Behold, a Linux maintainer openly admitting to attempting to sabotage the entire Rust for Linux project:
https://lwn.net/ml/all/[email protected]/
The good news is this doesn’t affect drm/asahi, our GPU driver. The bad news is it does affect all the other drivers we’re (re)writing in Rust, two so far with a third one coming.
Another choice quote, calling R4L “cancer”: https://lore.kernel.org/lkml/[email protected]/
Personally, I would consider this grounds for removal of Christoph from the Linux project on Code of Conduct violation grounds, but sadly I doubt much will happen other than draining a lot of people’s energy and will to continue the project until Linus says “fuck you” or something.
As for how to move forward, if I were one of the Rust maintainers, I would just merge the patch (which does not touch code formally maintained by the dissenter). Either Linus takes the pull, and whatever Christoph says is irrelevant, or he doesn’t, and R4L dies. Everything else is a waste of everyone’s time and energy.
Edit: Sent in my 2 cents: https://lore.kernel.org/rust-for-linux/[email protected]/T/#m1944b6d485070970e359bbc7baa71b04c86a30af
I understand you’re emotional and frustrated (as are other parties), but your framing here is disingenuous. No one is ‘openly admitting to attempting to sabotage the entire Rust for Linux project’. You are encountering one of the known challenges of the project, and arguments against a cross-language codebase have merit. Existing maintainers have every right to push back where they see fit, as you have every right to advocate.
I’d be more sympathetic, but attempting to weaponize the CoC here really reflects poorly on you. You should focus on solving the problem, you might not succeed, but trying to drum up an army rather than doing the work casts you unfavorably IMO.
I broadly agree.
However, “Existing maintainers have every right to push back where they see fit” is tenuous when the Linux project as a whole has already (exhaustively) discussed and debated this exact question alongside all the other questions about adding Rust, and the explicit declared direction is that Rust should become an increasingly large part of the Linux kernel.
the explicit declared direction is that Rust should become an increasingly large part of the Linux kernel.
Who explicitly declared this? Where?
Switching to a more modern topic, the introduction of the Rust language into Linux, Torvalds is disappointed that its adoption isn’t going faster. “I was expecting updates to be faster, but part of the problem is that old-time kernel developers are used to C and don’t know Rust. They’re not exactly excited about having to learn a new language that is, in some respects, very different. So there’s been some pushback on Rust.”
I have seen that interview. Neither the excerpt you quoted nor the rest of the interview is what [email protected] claimed.
Let me guess, you get your Linux kernel development news from youtube?
Well said.
The OP is not marcan, at least as far as I know.
Agreed.
To be fair, though, OP’s username does say that he is a twelve-year-old. :)
I never get involved in drama
After reading the lkml, it really does seem like the C dev just being hostile to Rust. The C dev just outright refuses to accept any of the compromises from the Rust dev, and is pretty rude about it.
Idk why, but some of these people need to hear that languages are not a team sport and fighting and being hostile to people about it just makes the Linux kernel worse.
Childish behavior all around, by the looks of it.
You can tell which engineers don’t work face to face in an office with a team of other engineers, because they end up sounding like this in text.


**Task statement**
Word-for-word transcription needed. Include every entry below but no pictures.

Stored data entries
● ● ● ● ●
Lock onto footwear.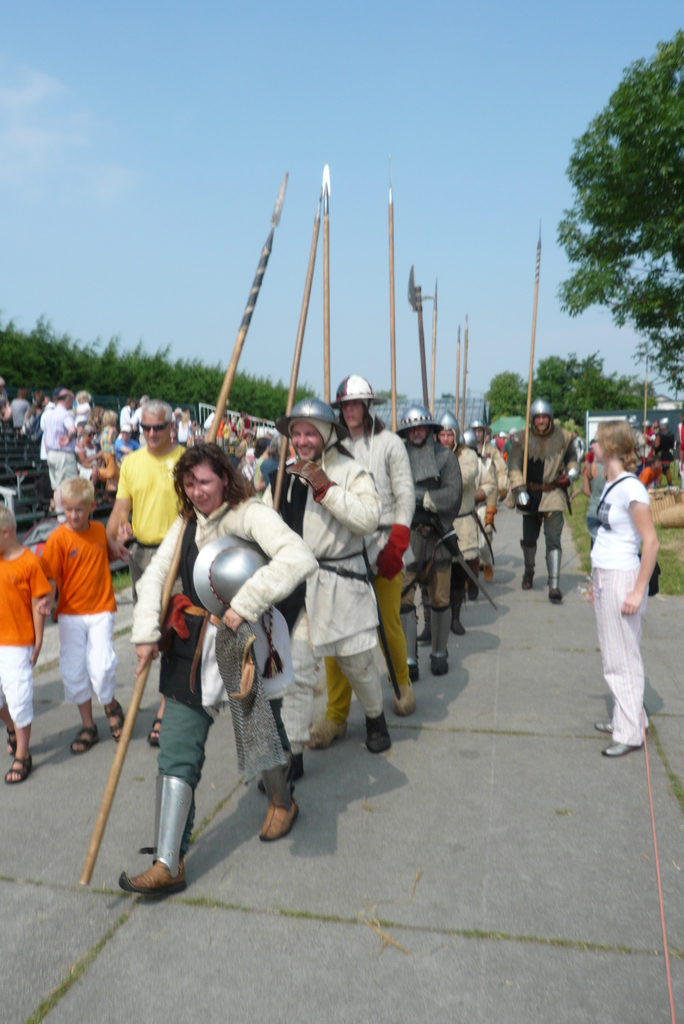
Locked: (left=601, top=721, right=619, bottom=733).
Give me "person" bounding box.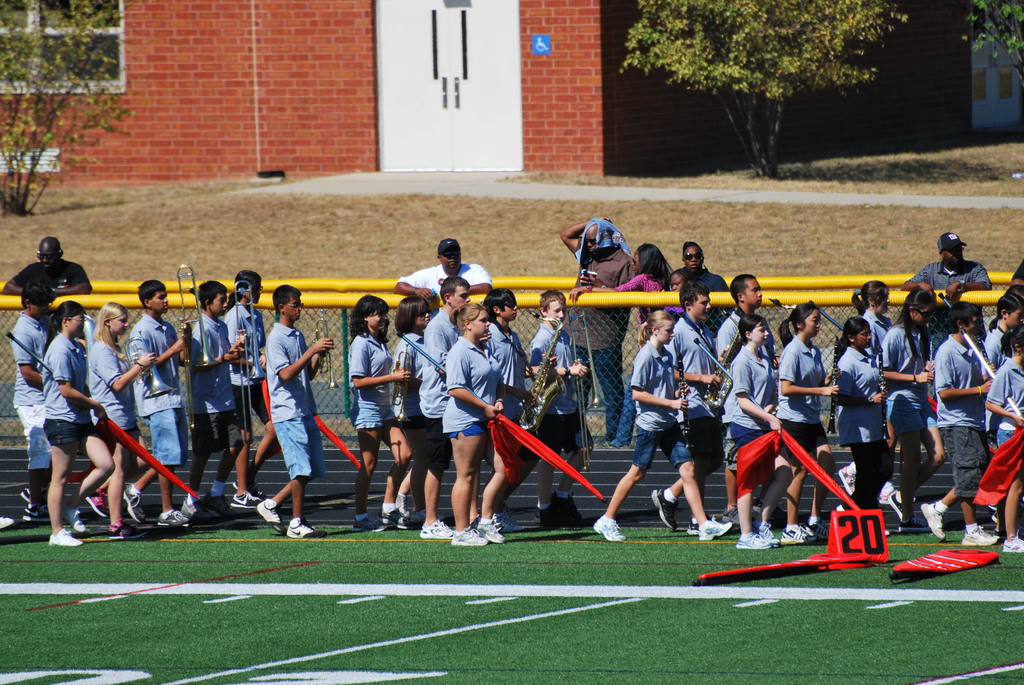
detection(679, 243, 728, 326).
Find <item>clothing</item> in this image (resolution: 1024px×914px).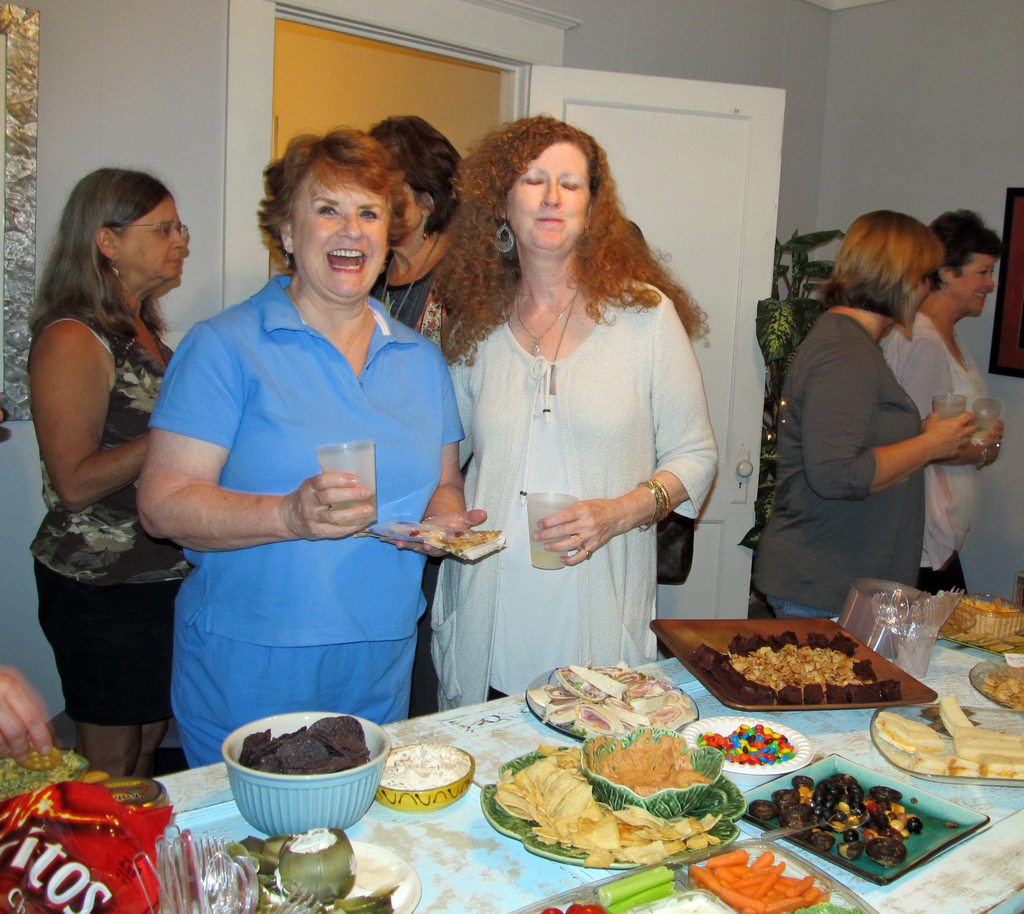
28:307:168:581.
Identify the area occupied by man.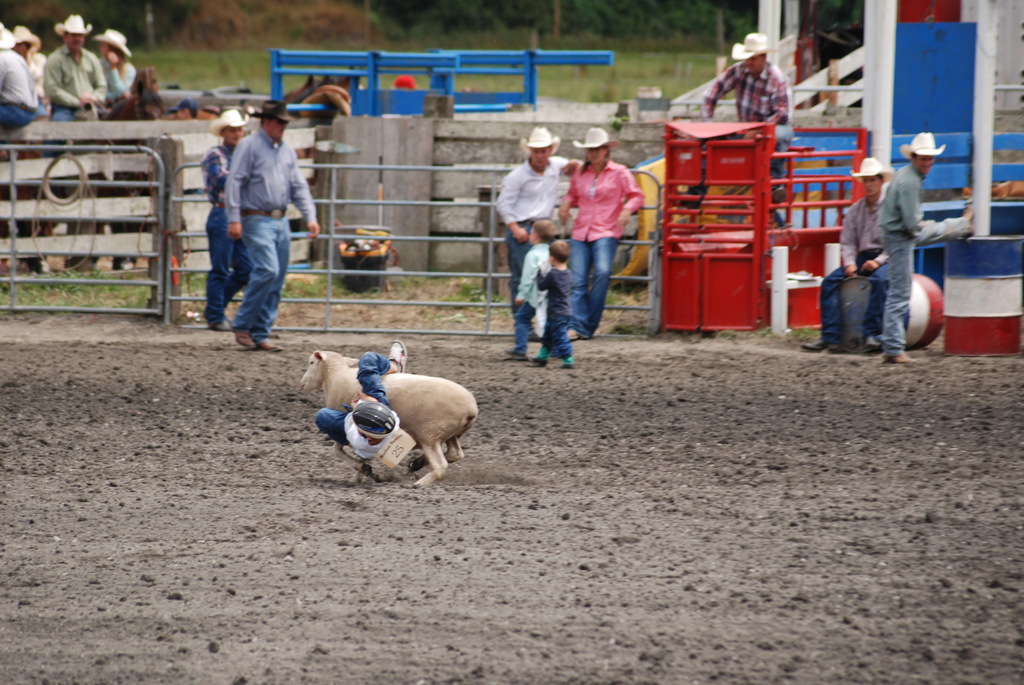
Area: (703,32,794,203).
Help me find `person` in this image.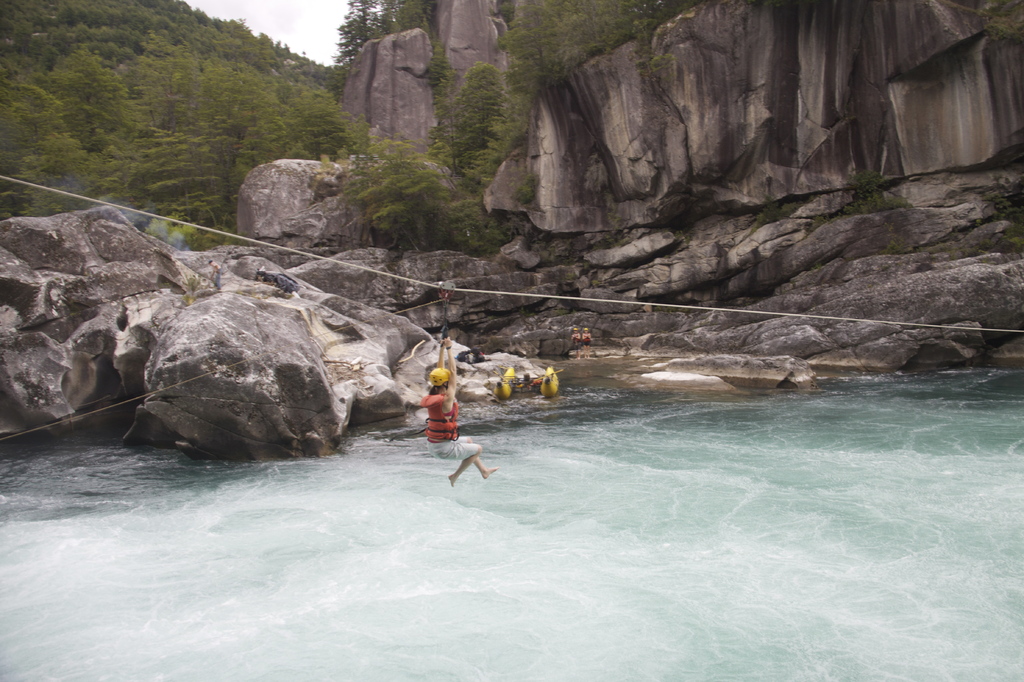
Found it: bbox(412, 339, 474, 484).
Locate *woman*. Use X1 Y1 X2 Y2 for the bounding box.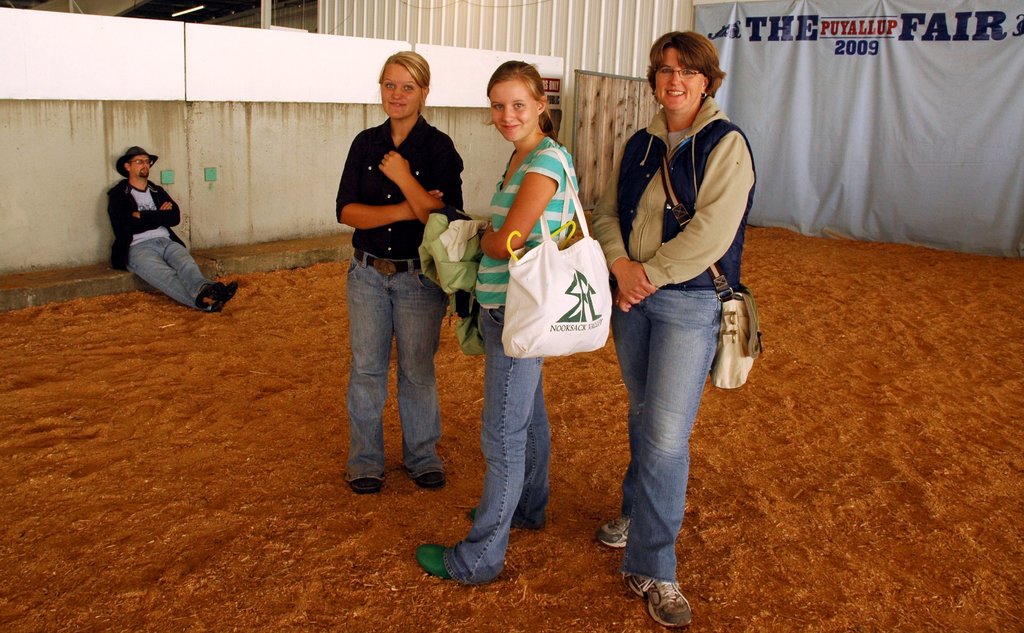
● ● ● ● ●
**The answer**
Lock onto footwear.
Locked: (left=601, top=721, right=619, bottom=733).
Give me "person" bounding box.
detection(679, 243, 728, 326).
Find <item>clothing</item> in this image (resolution: 1024px×914px).
28:307:168:581.
Identify the area occupied by man.
Area: (703,32,794,203).
Help me find `person` in this image.
Found it: bbox(412, 339, 474, 484).
Locate *woman*. Use X1 Y1 X2 Y2 for the bounding box.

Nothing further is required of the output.